Her role is almost entirely ceremonial; the reins of government are in other hands. But as Prime Ministers come and go, she has been a rock of stability, and, in her way, represents Great Britain to the world.

And she appears to take seriously her role as Fidei defensor, Defender of the Faith. A turning point for me in my appreciation of the monarchy was a day when I was browsing in the library at graduate school, and happened on a program from her coronation in 1953. It was an Anglican ceremony of Holy Communion complete with the Proper Preface for Coronations, a far cry from the manner in which we inaugurate Presidents.

I love the rubric at the beginning of the text that “Care is to be taken that the Ampulla be filled with Oil for the anointing, and together with the Spoon, be laid ready upon the Altar in the Abbey Church.” I can well imagine the Altar Guild at the Abbey seeing to this detail.

Archbishop: Will you to the utmost of your power maintain the Laws of God and the true profession of the Gospel?

Will you to the utmost of your power maintain in the United Kingdom the Protestant Reformed Religion established by law?

Will you maintain and preserve inviolably the settlement of the Church of England, and the doctrine, worship, discipline, and government thereof, as by law established in England?

And will you preserve unto the Bishops and Clergy of England, and to the Churches there committed to their charge, all such rights and privileges, as by law do or shall appertain to them or any of them?

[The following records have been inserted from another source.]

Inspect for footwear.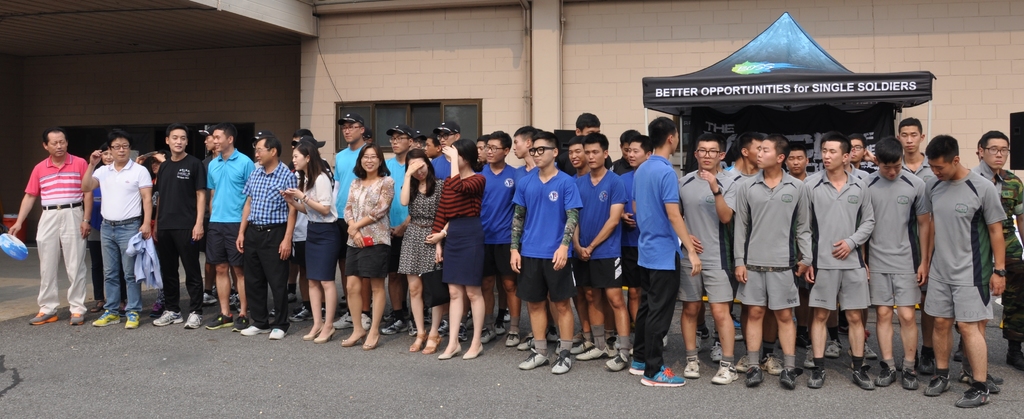
Inspection: locate(122, 311, 138, 330).
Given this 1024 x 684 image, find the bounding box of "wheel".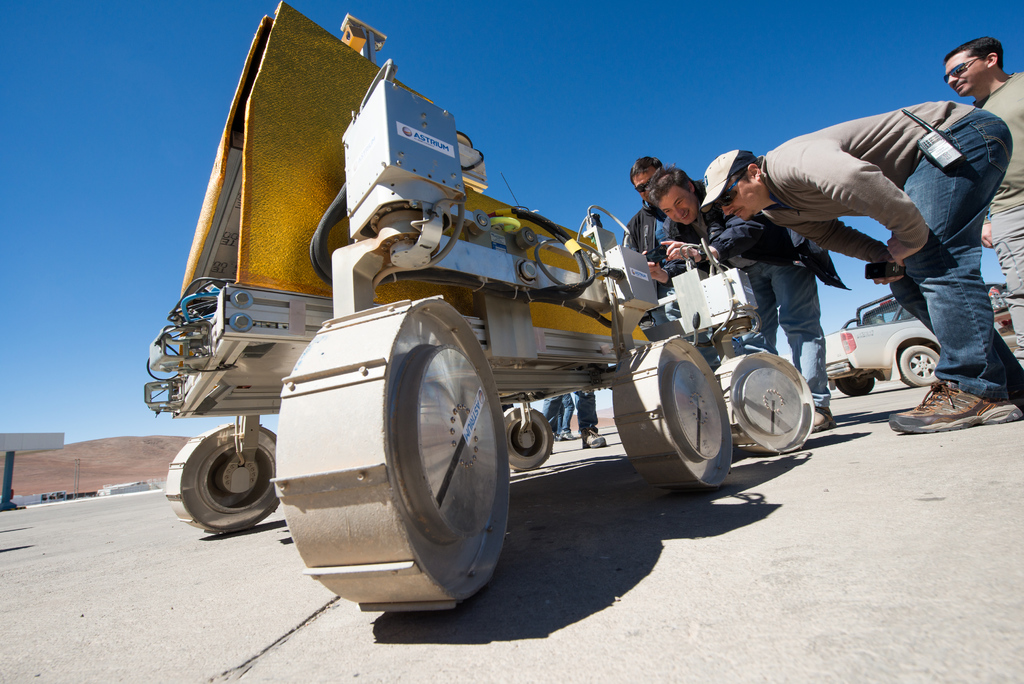
Rect(721, 346, 808, 457).
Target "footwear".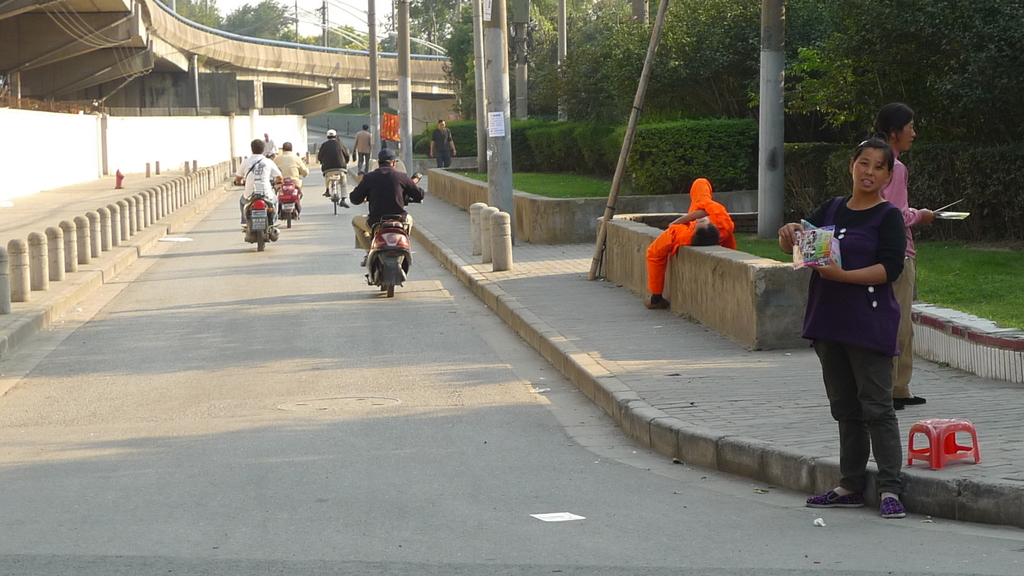
Target region: {"x1": 805, "y1": 487, "x2": 863, "y2": 504}.
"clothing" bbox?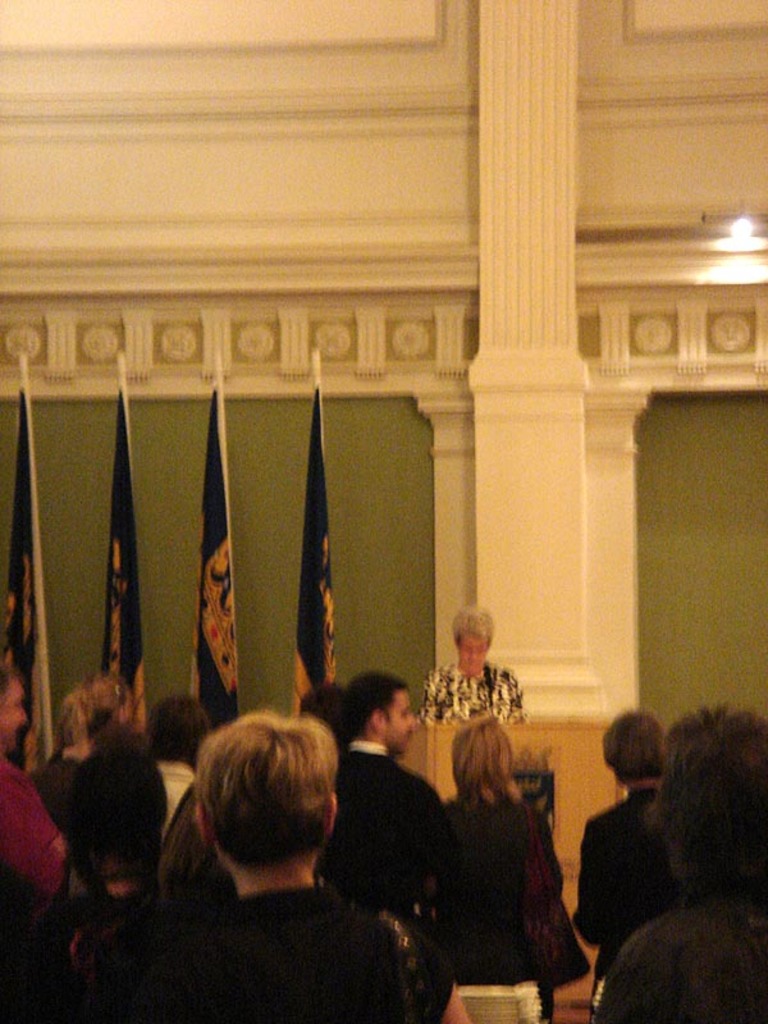
{"x1": 580, "y1": 786, "x2": 690, "y2": 942}
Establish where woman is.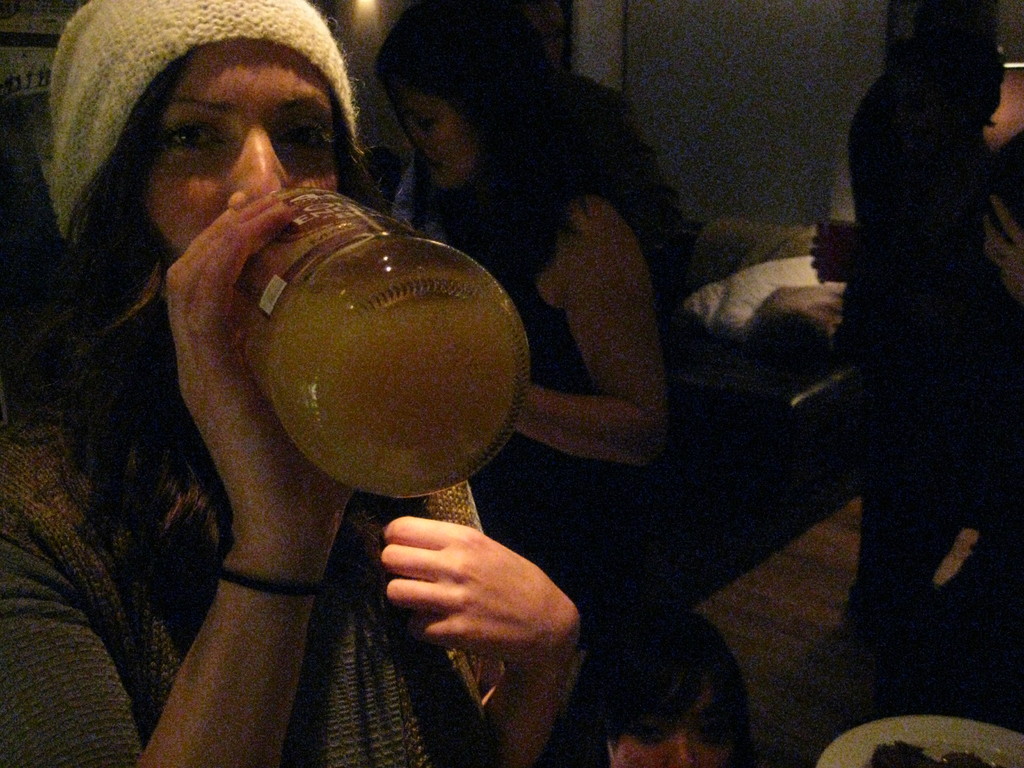
Established at l=33, t=0, r=611, b=767.
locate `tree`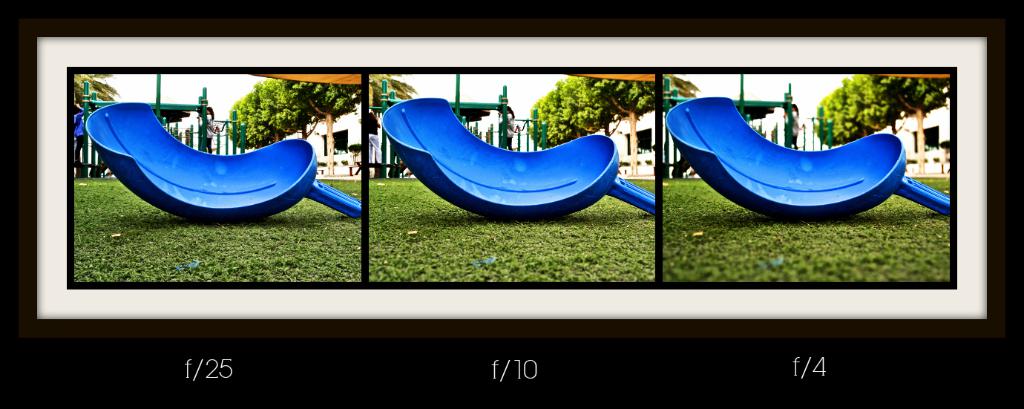
BBox(551, 78, 624, 145)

Queen: All this I promise to do.


There was much fine choral music, beginning with Parry’s “I was glad” and including the newly-composed settings of “O taste and see” and “All creatures that on earth do dwell” by Vaughan Williams.

We have nothing like this in the United States. I wish we did.

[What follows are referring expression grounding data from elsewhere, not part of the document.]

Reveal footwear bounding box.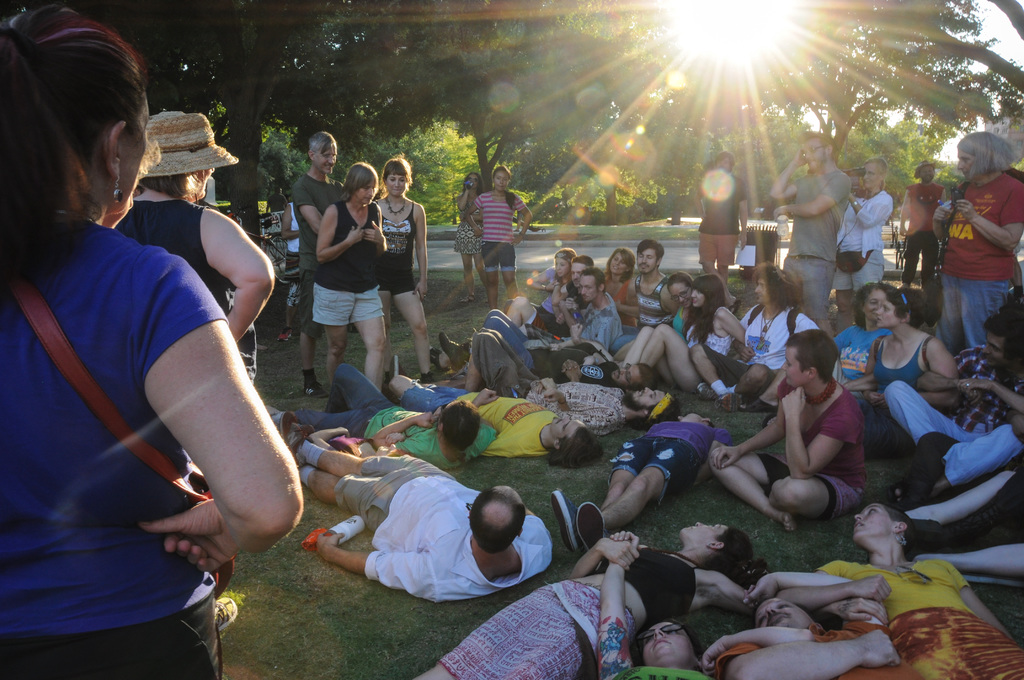
Revealed: 460 285 479 303.
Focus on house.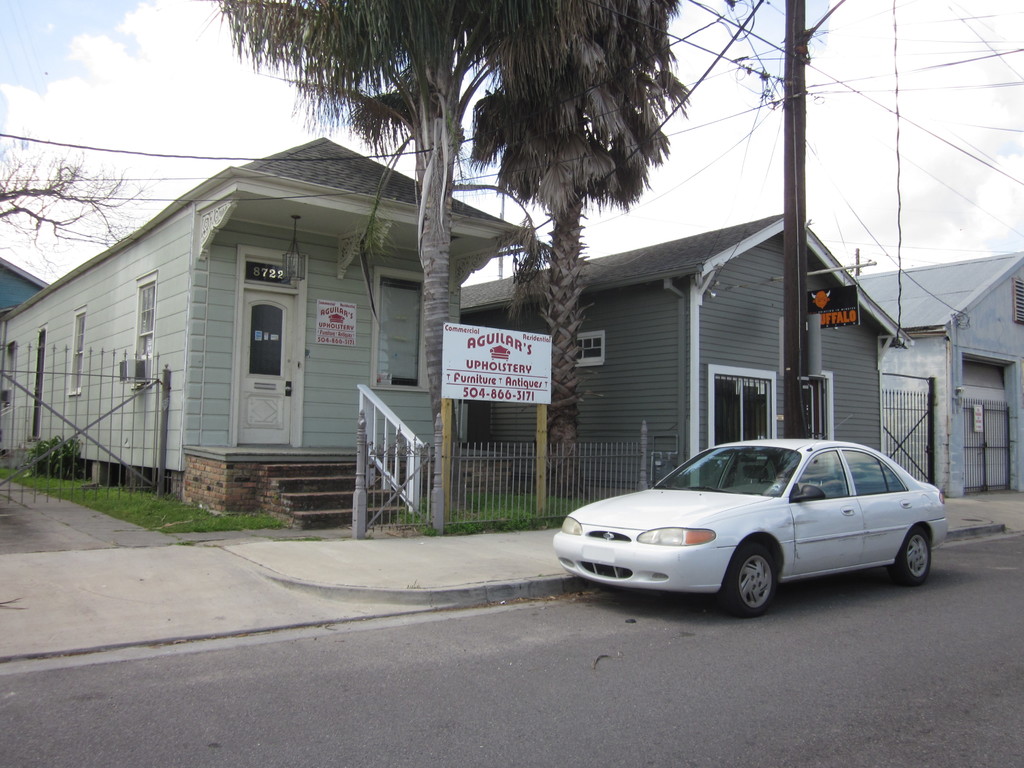
Focused at <bbox>0, 249, 44, 312</bbox>.
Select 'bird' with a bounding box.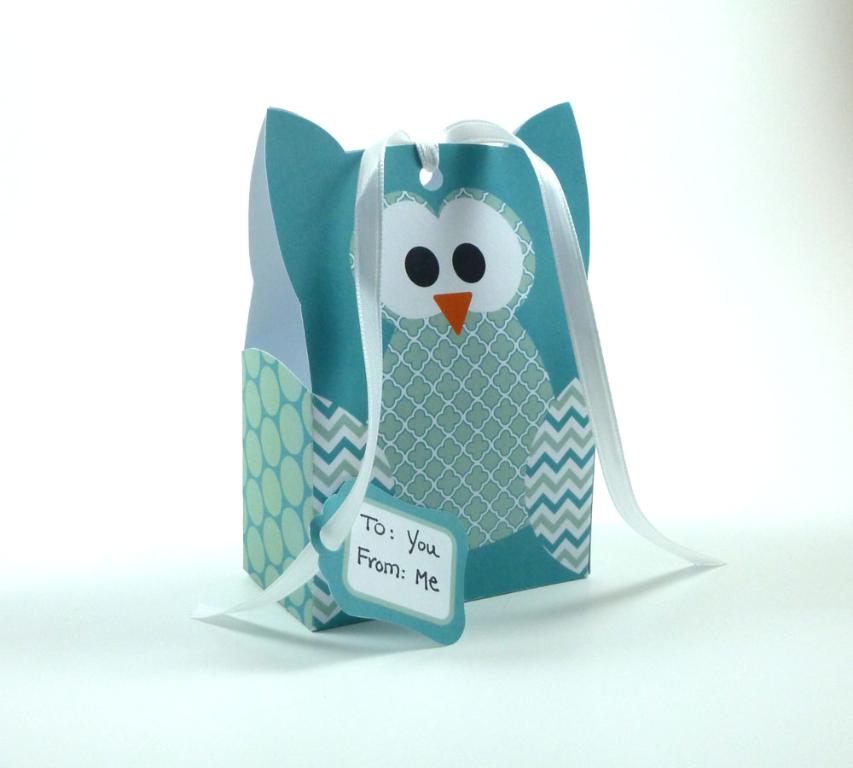
pyautogui.locateOnScreen(190, 102, 728, 638).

(I can hear Mr. Jefferson off in the distance muttering something about separation of Church and State…)

A prayer for the Queen’s Majesty (from the BCP services of Matins and Evensong)
O Lord, our heavenly Father, high and mighty, King of kings, Lord of lords, the only Ruler of princes, who dost from thy throne behold all the dwellers upon earth: Most heartily we beseech thee with thy favour to behold our most gracious Sovereign Lady, Queen ELIZABETH; and so replenish her with the grace of thy Holy Spirit, that she may alway incline to thy will, and walk in thy way. Endue her plenteously with heavenly gifts; grant her in health and wealth long to live; strengthen her that she may vanquish and overcome all her enemies; and finally after this life she may attain everlasting joy and felicity; through Jesus Christ our Lord. Amen.